Limits and leaks we acknowledge: the server seesexpiresAt, maxViews,viewCount, ciphertext size, and creation / deletion timestamps — that's enough to know “a send existed at this ID, was opened N times, and expired at T.” It cannot see the plaintext, the key, the password, or whether an inner password was set beyond a hint flag. If the recipient opens the link before you intended, the view is consumed — use the password gate when that matters, or lower the expiry. We hard-delete on the last view but rely on Firestore's deletion semantics (overwritten in the index immediately; backup-retention per Firebase's own schedule); we do not operate additional snapshots.

Encrypted File Send

Encrypted File Send is the file-shaped sibling of Encrypted Send: same threat model, same URL-fragment-keyed AES-GCM wrap, sized for documents and screenshots up to 10 MiB with a hard 7-day retention ceiling. The encrypted file bytes live in Cloud Storage at fileSends/{id}; metadata, counters, and the secure-delete-token hash live in Firestore at the same id.
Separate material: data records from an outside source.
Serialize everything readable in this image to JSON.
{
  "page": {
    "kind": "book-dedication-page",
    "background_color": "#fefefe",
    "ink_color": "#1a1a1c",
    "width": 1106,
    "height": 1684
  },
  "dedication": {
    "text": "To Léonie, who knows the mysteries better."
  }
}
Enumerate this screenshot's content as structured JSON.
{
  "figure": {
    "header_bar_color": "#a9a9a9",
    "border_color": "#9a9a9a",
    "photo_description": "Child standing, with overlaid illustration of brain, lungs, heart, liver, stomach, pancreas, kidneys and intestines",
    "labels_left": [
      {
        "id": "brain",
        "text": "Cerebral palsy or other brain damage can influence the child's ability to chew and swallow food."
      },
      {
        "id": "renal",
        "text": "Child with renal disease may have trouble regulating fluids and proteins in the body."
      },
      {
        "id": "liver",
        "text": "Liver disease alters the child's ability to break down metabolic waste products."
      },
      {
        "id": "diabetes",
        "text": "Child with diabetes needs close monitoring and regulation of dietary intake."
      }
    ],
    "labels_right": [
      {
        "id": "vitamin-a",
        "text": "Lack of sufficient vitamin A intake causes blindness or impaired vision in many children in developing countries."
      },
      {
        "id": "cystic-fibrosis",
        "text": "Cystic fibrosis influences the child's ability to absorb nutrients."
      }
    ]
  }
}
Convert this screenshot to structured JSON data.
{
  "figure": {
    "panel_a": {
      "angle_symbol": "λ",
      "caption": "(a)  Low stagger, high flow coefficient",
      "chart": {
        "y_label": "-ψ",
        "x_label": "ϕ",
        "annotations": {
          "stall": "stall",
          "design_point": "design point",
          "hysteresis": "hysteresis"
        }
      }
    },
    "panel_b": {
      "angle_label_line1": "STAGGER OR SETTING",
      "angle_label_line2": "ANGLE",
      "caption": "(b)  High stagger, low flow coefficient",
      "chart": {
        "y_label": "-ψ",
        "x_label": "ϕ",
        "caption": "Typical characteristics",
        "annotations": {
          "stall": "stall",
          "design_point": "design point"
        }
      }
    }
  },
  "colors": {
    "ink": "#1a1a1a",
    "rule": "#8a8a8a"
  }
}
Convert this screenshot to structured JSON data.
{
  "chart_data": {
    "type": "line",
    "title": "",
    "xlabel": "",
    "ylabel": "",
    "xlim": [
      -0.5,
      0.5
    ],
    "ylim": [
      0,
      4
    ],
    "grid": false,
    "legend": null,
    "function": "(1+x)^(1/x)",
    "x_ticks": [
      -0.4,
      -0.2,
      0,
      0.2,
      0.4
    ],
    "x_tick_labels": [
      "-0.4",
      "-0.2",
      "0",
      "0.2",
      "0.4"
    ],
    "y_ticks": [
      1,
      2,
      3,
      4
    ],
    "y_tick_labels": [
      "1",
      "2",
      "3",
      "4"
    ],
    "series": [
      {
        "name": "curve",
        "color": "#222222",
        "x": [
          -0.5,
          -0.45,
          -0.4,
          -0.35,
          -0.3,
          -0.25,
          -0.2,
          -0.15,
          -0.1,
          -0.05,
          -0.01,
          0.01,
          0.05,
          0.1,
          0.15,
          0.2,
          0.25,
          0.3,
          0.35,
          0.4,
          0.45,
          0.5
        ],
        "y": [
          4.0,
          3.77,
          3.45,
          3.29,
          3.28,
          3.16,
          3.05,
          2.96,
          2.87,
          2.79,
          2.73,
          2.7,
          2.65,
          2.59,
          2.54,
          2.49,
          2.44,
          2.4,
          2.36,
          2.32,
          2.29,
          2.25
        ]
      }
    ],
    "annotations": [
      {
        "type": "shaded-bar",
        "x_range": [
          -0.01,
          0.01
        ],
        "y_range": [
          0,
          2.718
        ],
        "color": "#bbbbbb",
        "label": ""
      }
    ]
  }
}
  1. Outer encryption: the browser generates a random 256-bit key K and a separate random 256-bit deleteToken. K goes into the download URL fragment (#k=…); thedeleteToken goes into a separate secure delete URL fragment (#t=…). Browsers never transmit fragments, so the server sees neither.
  2. Optional password layer: an Argon2id-derived key from the password (same 64 MiB / 3-iter parameters as the rest of the product) is concatenated with K before HKDF. So both the file content and the metadata blob require both the URL fragment and the password to decrypt. A 16-byte salt is stored alongside the document (the salt alone is useless without the password).
  3. Domain-separated subkeys: HKDF derives a contentKey (used to AEAD-encrypt the file bytes, uploaded to Cloud Storage) and a separate metadataKey (used to AEAD-encrypt a small JSON blob with the original filename, MIME type, and size, stored in Firestore). The viewer decrypts metadata first, so a wrong-password / wrong-key failure surfaces before burning bandwidth on the full ciphertext.
  4. Server-enforced download cap: clients cannot read fileSends/{id}documents and cannot read the storage object directly — the Firestore rules and the storage rules both deny it. A download goes through the readFileSend callable, which atomically validates expiry, increments viewCount (or marks the doc consumed on the final download), then issues a 5-minute v4 signed URL so the browser can pull the bytes directly from Cloud Storage. Two concurrent recipients on the last download cannot both succeed.
  5. Secure delete link (sender-controlled kill switch): the server only stores SHA-256 of the deleteToken. The deleteFileSend callable accepts a token from the URL fragment, recomputes the digest in constant-ish time, and on match deletes the storage object plus the Firestore doc. Possession of the original delete link is the only thing that authorizes destruction; we cannot re-derive it because we never had it.
  6. TTL sweep: a scheduled fileSendsSweepruns hourly and cleans up three classes of stale state — expired documents, documents marked consumed past the signed-URL grace window, and orphan storage objects whose Firestore companion never landed (failed creates). Storage rules cap incoming uploads at 10 MiB and require application/octet-stream as a defensive stop.

Limits and leaks we acknowledge: the server sees ciphertext size (so encrypted file size leaks, the same way it does for Bitwarden Send / OneTimeSecret), expiry, download counters, the SHA-256 of the delete token, and (when password mode is on) the Argon2id salt and a hint flag. It does not see the filename, MIME type, file content, AES key, password, or the raw delete token. The deep dive at /blog/encrypted-file-send-zero-knowledge-uploads walks through the protocol with the exact source pointers.

Responsible disclosure

Security issues: please report via GitHub security advisories or email the maintainer before public disclosure.